◆ Task prompt: For this exercise, transcribe all the records below exactly.
************
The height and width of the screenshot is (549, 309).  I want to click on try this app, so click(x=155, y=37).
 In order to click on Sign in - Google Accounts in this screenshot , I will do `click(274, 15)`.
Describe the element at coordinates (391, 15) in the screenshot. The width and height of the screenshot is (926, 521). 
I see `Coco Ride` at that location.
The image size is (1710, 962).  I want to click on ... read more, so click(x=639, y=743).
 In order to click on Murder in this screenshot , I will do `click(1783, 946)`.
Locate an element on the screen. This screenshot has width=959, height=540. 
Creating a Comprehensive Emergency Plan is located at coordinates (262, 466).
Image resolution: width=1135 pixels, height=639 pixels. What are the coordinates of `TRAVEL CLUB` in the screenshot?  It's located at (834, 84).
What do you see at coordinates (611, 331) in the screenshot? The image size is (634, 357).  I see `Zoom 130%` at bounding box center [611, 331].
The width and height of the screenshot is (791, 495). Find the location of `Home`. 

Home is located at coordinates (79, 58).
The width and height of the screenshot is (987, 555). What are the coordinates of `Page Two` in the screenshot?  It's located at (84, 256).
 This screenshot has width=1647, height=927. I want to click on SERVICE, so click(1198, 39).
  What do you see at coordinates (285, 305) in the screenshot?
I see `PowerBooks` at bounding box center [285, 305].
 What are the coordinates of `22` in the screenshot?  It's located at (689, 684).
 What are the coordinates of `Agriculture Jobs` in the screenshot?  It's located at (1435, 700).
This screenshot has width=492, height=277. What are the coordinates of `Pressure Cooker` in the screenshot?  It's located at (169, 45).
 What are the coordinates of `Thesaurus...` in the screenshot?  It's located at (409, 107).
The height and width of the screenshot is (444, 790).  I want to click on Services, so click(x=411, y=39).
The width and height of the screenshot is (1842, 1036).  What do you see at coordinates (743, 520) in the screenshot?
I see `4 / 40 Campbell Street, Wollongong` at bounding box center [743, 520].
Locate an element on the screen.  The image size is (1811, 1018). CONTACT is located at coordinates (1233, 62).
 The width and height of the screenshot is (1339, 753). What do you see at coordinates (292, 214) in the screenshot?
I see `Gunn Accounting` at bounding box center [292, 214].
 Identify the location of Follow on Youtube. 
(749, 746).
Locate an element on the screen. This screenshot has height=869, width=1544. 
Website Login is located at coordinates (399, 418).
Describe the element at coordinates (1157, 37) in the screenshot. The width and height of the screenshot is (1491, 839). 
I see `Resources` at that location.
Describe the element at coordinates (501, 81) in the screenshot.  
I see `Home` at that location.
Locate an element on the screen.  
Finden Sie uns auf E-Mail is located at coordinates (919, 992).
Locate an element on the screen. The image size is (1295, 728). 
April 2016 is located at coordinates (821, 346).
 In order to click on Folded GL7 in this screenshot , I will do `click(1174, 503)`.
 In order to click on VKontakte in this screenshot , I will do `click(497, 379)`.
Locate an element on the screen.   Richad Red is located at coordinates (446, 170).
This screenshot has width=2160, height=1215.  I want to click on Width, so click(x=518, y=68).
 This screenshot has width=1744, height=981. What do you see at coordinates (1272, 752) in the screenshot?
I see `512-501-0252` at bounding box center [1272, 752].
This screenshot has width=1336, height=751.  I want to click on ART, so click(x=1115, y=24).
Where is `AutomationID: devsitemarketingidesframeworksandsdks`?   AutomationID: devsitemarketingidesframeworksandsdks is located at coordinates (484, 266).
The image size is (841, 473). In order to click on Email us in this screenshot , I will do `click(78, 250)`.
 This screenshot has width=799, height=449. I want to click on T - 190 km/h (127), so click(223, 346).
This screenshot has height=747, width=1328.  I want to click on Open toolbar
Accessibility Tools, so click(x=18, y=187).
************
◆ Response to the task:
The height and width of the screenshot is (549, 309).  I want to click on try this app, so click(x=155, y=37).
 In order to click on Sign in - Google Accounts in this screenshot , I will do `click(274, 15)`.
Describe the element at coordinates (391, 15) in the screenshot. The width and height of the screenshot is (926, 521). 
I see `Coco Ride` at that location.
The image size is (1710, 962).  I want to click on ... read more, so click(x=639, y=743).
 In order to click on Murder in this screenshot , I will do `click(1783, 946)`.
Locate an element on the screen. This screenshot has width=959, height=540. 
Creating a Comprehensive Emergency Plan is located at coordinates (262, 466).
Image resolution: width=1135 pixels, height=639 pixels. What are the coordinates of `TRAVEL CLUB` in the screenshot?  It's located at (834, 84).
What do you see at coordinates (611, 331) in the screenshot? The image size is (634, 357).  I see `Zoom 130%` at bounding box center [611, 331].
The width and height of the screenshot is (791, 495). Find the location of `Home`. 

Home is located at coordinates (79, 58).
The width and height of the screenshot is (987, 555). What are the coordinates of `Page Two` in the screenshot?  It's located at (84, 256).
 This screenshot has width=1647, height=927. I want to click on SERVICE, so click(1198, 39).
  What do you see at coordinates (285, 305) in the screenshot?
I see `PowerBooks` at bounding box center [285, 305].
 What are the coordinates of `22` in the screenshot?  It's located at (689, 684).
 What are the coordinates of `Agriculture Jobs` in the screenshot?  It's located at (1435, 700).
This screenshot has width=492, height=277. What are the coordinates of `Pressure Cooker` in the screenshot?  It's located at (169, 45).
 What are the coordinates of `Thesaurus...` in the screenshot?  It's located at (409, 107).
The height and width of the screenshot is (444, 790).  I want to click on Services, so click(x=411, y=39).
The width and height of the screenshot is (1842, 1036).  What do you see at coordinates (743, 520) in the screenshot?
I see `4 / 40 Campbell Street, Wollongong` at bounding box center [743, 520].
Locate an element on the screen.  The image size is (1811, 1018). CONTACT is located at coordinates (1233, 62).
 The width and height of the screenshot is (1339, 753). What do you see at coordinates (292, 214) in the screenshot?
I see `Gunn Accounting` at bounding box center [292, 214].
 Identify the location of Follow on Youtube. 
(749, 746).
Locate an element on the screen. This screenshot has height=869, width=1544. 
Website Login is located at coordinates (399, 418).
Describe the element at coordinates (1157, 37) in the screenshot. The width and height of the screenshot is (1491, 839). 
I see `Resources` at that location.
Describe the element at coordinates (501, 81) in the screenshot.  
I see `Home` at that location.
Locate an element on the screen.  
Finden Sie uns auf E-Mail is located at coordinates (919, 992).
Locate an element on the screen. The image size is (1295, 728). 
April 2016 is located at coordinates (821, 346).
 In order to click on Folded GL7 in this screenshot , I will do `click(1174, 503)`.
 In order to click on VKontakte in this screenshot , I will do `click(497, 379)`.
Locate an element on the screen.   Richad Red is located at coordinates (446, 170).
This screenshot has width=2160, height=1215.  I want to click on Width, so click(x=518, y=68).
 This screenshot has width=1744, height=981. What do you see at coordinates (1272, 752) in the screenshot?
I see `512-501-0252` at bounding box center [1272, 752].
This screenshot has width=1336, height=751.  I want to click on ART, so click(x=1115, y=24).
Where is `AutomationID: devsitemarketingidesframeworksandsdks`?   AutomationID: devsitemarketingidesframeworksandsdks is located at coordinates (484, 266).
The image size is (841, 473). In order to click on Email us in this screenshot , I will do `click(78, 250)`.
 This screenshot has width=799, height=449. I want to click on T - 190 km/h (127), so click(223, 346).
This screenshot has height=747, width=1328.  I want to click on Open toolbar
Accessibility Tools, so click(x=18, y=187).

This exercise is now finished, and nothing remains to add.